→ TASK BRIEF:
Images don't belong in the copy. Output the rest of the data exactly.

Stored records
┌──

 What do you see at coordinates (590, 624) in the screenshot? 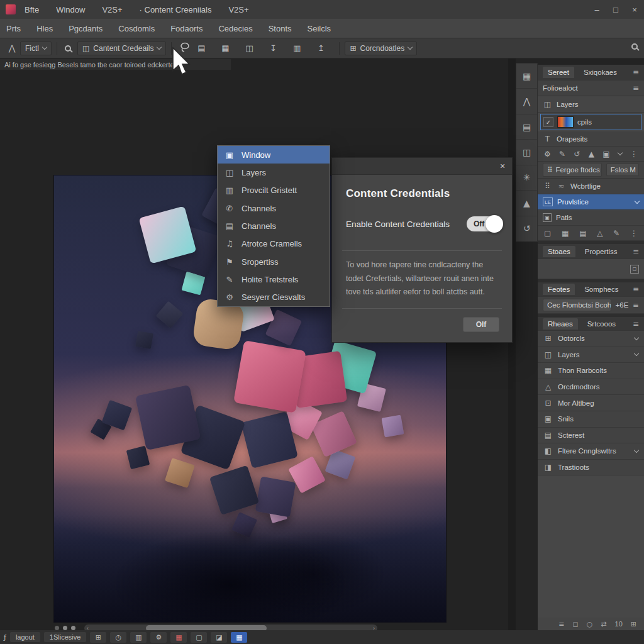
I see `circle-icon: ○` at bounding box center [590, 624].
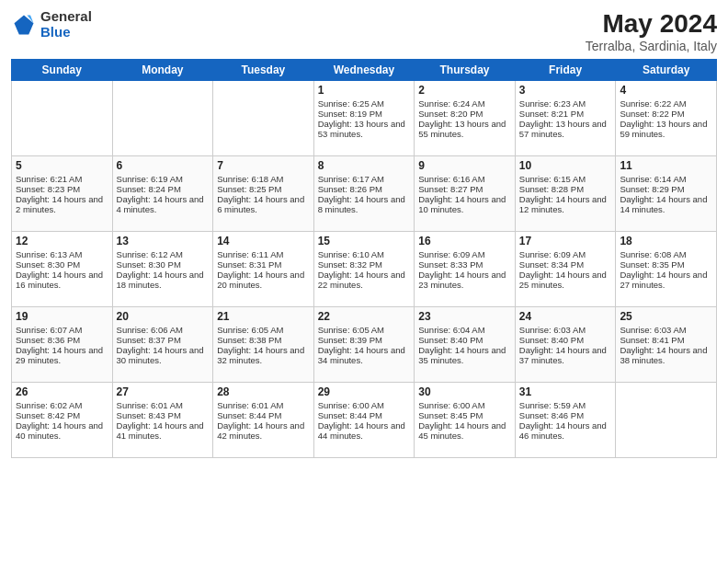 The image size is (728, 563). What do you see at coordinates (164, 340) in the screenshot?
I see `sunset-text: Sunset: 8:37 PM` at bounding box center [164, 340].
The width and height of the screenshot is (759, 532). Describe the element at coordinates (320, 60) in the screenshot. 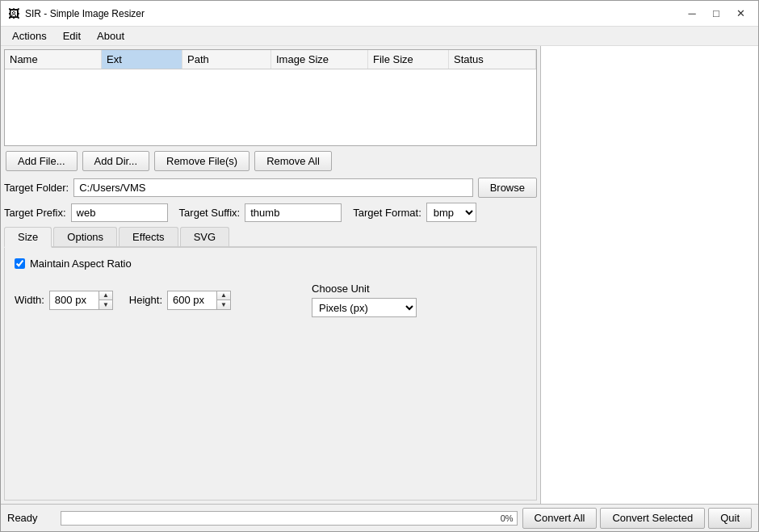

I see `col-header-imgsize: Image Size` at that location.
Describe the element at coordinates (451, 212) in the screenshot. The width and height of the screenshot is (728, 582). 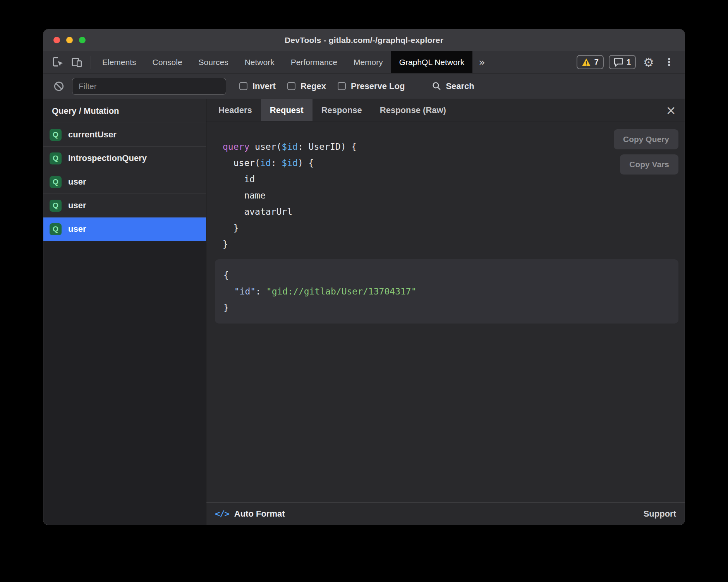
I see `code-line: avatarUrl` at that location.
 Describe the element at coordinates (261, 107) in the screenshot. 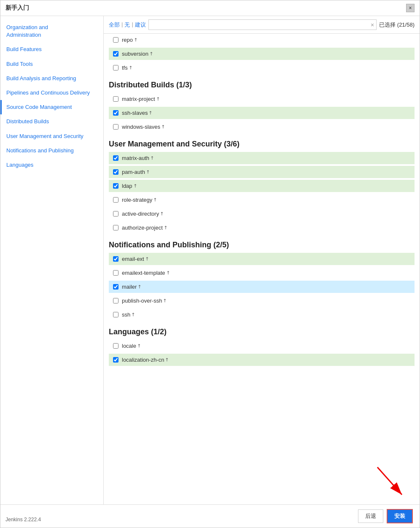

I see `section-distributed-builds: Distributed Builds (1/3) matrix-project …` at that location.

└──

→ RESULT:
 What do you see at coordinates (590, 624) in the screenshot? 
I see `circle-icon: ○` at bounding box center [590, 624].
 The image size is (728, 563). What do you see at coordinates (164, 340) in the screenshot?
I see `sunset-text: Sunset: 8:37 PM` at bounding box center [164, 340].
The width and height of the screenshot is (759, 532). Describe the element at coordinates (320, 60) in the screenshot. 

I see `col-header-imgsize: Image Size` at that location.
Describe the element at coordinates (451, 212) in the screenshot. The width and height of the screenshot is (728, 582). 
I see `code-line: avatarUrl` at that location.
 Describe the element at coordinates (261, 107) in the screenshot. 

I see `section-distributed-builds: Distributed Builds (1/3) matrix-project …` at that location.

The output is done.